A widespread chemical or biological incident will result in extended operational periods. Staff should be coordinated to provide relief from physically taxing activities such as patient decontamination. Providing food and hydration in a hygienic manner will enhance staff performance. Psychological support for staff should be available.
Personnel caring for contaminated patients should be properly outfitted in PPE. Specific data to determine the appropriate level of hospital worker protection remains limited, and a recent extensive review on chemical and biological terrorism published by the Institute of Medicine is inconclusive on this issue.52 Level C PPE consists of a nonencapsulated, chemical-resistant suit, gloves, and boots, with a full-face air purifier cartridge mask (powered or nonpowered). This gear should afford adequate respiratory protection for outdoor exposure to contaminated chemical casualties who have survived transport to the HCF.21, 53 For HCF workers conducting decontamination of patients acutely contaminated with infectious biological agents, level D protection (standard work clothes) plus latex gloves, eye splash protection, and N-95 respiratory masks (used in many hospitals for protection against tuberculosis) should be adequate.54-55 If responders are concerned about reaerosolizing an agent during clothing removal, a high-efficiency particulate air (HEPA) filter mask could be added. If the agent class for a sudden release cannot be identified, level C PPE with an organic vapor/HEPA filter cartridge mask is recommended.

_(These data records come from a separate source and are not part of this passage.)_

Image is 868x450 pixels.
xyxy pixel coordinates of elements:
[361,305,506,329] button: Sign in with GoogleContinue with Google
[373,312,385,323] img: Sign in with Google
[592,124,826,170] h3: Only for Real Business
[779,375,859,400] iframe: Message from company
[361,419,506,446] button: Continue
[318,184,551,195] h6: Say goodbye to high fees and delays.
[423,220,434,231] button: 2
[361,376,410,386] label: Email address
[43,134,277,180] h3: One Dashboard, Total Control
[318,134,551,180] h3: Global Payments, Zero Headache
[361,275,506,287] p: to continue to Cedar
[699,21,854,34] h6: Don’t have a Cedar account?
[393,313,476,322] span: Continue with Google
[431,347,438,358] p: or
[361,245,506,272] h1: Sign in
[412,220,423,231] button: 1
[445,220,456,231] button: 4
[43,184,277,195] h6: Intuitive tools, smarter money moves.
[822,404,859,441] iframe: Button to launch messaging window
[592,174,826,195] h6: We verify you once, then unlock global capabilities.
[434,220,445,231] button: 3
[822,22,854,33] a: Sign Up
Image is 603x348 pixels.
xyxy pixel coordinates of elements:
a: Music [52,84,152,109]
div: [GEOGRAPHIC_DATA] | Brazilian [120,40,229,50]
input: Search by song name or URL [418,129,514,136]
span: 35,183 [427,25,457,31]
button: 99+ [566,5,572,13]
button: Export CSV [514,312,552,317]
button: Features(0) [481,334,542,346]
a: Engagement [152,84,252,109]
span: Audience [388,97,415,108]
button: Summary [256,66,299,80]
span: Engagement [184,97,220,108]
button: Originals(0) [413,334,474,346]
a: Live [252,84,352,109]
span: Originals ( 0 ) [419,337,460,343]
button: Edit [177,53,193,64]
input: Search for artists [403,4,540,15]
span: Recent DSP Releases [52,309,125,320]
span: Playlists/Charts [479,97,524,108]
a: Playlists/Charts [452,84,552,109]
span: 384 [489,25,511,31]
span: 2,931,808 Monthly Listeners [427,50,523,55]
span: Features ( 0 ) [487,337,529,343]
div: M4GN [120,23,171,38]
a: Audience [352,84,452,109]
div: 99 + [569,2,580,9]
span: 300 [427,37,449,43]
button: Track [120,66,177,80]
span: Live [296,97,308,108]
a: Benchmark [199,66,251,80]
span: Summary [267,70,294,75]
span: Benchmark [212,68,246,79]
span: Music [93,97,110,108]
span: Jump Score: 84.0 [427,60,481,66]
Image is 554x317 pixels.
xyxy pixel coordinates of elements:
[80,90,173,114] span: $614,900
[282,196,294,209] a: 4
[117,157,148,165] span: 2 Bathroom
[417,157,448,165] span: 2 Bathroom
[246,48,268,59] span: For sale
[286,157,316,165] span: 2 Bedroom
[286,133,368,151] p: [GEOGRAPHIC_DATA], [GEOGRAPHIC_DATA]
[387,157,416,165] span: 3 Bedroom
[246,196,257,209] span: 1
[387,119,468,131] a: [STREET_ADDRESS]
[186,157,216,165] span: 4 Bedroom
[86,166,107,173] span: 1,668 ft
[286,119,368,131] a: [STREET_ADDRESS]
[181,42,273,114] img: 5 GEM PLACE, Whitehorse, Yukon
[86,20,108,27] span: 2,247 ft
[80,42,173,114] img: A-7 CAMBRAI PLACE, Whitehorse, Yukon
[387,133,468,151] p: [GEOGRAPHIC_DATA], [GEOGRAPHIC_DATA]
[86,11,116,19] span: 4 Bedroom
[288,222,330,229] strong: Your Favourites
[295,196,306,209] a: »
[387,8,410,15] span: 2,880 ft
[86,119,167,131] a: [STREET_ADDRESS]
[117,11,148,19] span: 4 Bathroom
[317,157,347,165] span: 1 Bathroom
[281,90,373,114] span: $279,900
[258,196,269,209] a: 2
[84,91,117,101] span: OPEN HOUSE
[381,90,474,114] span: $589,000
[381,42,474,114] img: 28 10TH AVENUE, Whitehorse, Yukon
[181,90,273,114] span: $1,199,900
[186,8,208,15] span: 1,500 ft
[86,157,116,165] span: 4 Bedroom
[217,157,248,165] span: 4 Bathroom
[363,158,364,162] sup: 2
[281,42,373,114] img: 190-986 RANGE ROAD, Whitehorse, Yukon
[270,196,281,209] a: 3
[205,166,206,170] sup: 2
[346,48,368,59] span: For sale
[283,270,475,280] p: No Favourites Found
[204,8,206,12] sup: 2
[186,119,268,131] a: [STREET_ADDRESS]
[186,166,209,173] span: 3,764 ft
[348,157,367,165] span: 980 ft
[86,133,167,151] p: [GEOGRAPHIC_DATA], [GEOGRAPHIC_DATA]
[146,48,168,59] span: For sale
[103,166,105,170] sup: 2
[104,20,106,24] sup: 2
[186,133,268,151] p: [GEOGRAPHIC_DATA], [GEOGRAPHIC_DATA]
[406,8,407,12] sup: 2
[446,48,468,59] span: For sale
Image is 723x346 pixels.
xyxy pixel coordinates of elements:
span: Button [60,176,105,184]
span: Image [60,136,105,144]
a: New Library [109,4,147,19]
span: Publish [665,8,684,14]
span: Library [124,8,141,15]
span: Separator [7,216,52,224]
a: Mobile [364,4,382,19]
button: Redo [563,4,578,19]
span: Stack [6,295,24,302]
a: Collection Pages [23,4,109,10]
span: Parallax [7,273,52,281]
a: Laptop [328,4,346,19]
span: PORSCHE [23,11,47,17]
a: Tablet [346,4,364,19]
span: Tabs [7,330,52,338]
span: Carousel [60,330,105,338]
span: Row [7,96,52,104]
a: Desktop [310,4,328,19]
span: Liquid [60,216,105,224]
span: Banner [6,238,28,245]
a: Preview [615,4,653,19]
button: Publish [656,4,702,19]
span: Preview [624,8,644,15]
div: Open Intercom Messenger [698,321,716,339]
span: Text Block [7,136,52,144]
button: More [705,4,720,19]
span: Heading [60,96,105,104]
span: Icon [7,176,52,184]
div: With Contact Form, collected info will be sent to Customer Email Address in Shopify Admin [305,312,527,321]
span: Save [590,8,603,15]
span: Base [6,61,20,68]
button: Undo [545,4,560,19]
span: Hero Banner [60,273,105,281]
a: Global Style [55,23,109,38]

Training is essential for the correct use of PPE. Work times and conditions must be monitored while personnel are using PPE to prevent fatigue or heat stress. Personnel should be rotated if decontamination operations are prolonged. Once patients have been decontaminated, they may be handled by staff using universal precaution guidelines.
Crowd control will require firm, authoritative direction from hospital security and, if available, police or the National Guard. Since PPE face masks muffle the voice, loudspeakers should be provided to personnel directing contaminated patients. Signs designating functional areas and providing patient instructions should be in place.
Primary Triage
All exposed and potentially exposed individuals should receive an initial brief triage, performed by medical personnel in PPE, before decontamination. They should then be directed to 1 of 2 areas, nonmedical decontamination or medical decontamination. The uninjured, those with minor injuries requiring no medical intervention during decontamination, and the majority of ambulatory patients will be assigned to nonmedical decontamination. These individuals may require nonmedical assistance with washing themselves (eg, unaccompanied children, persons in wheelchairs, and those with other special needs). Those with injuries or illness potentially requiring medical intervention will be assigned to medical decontamination by staff.
Throughout the decontamination process, attention must be given to symptoms of exposure to chemical or biological agents that may indicate early life-threatening deterioration (eg, a sore throat or mild shortness of breath after exposure to pulmonary or laryngeal irritants).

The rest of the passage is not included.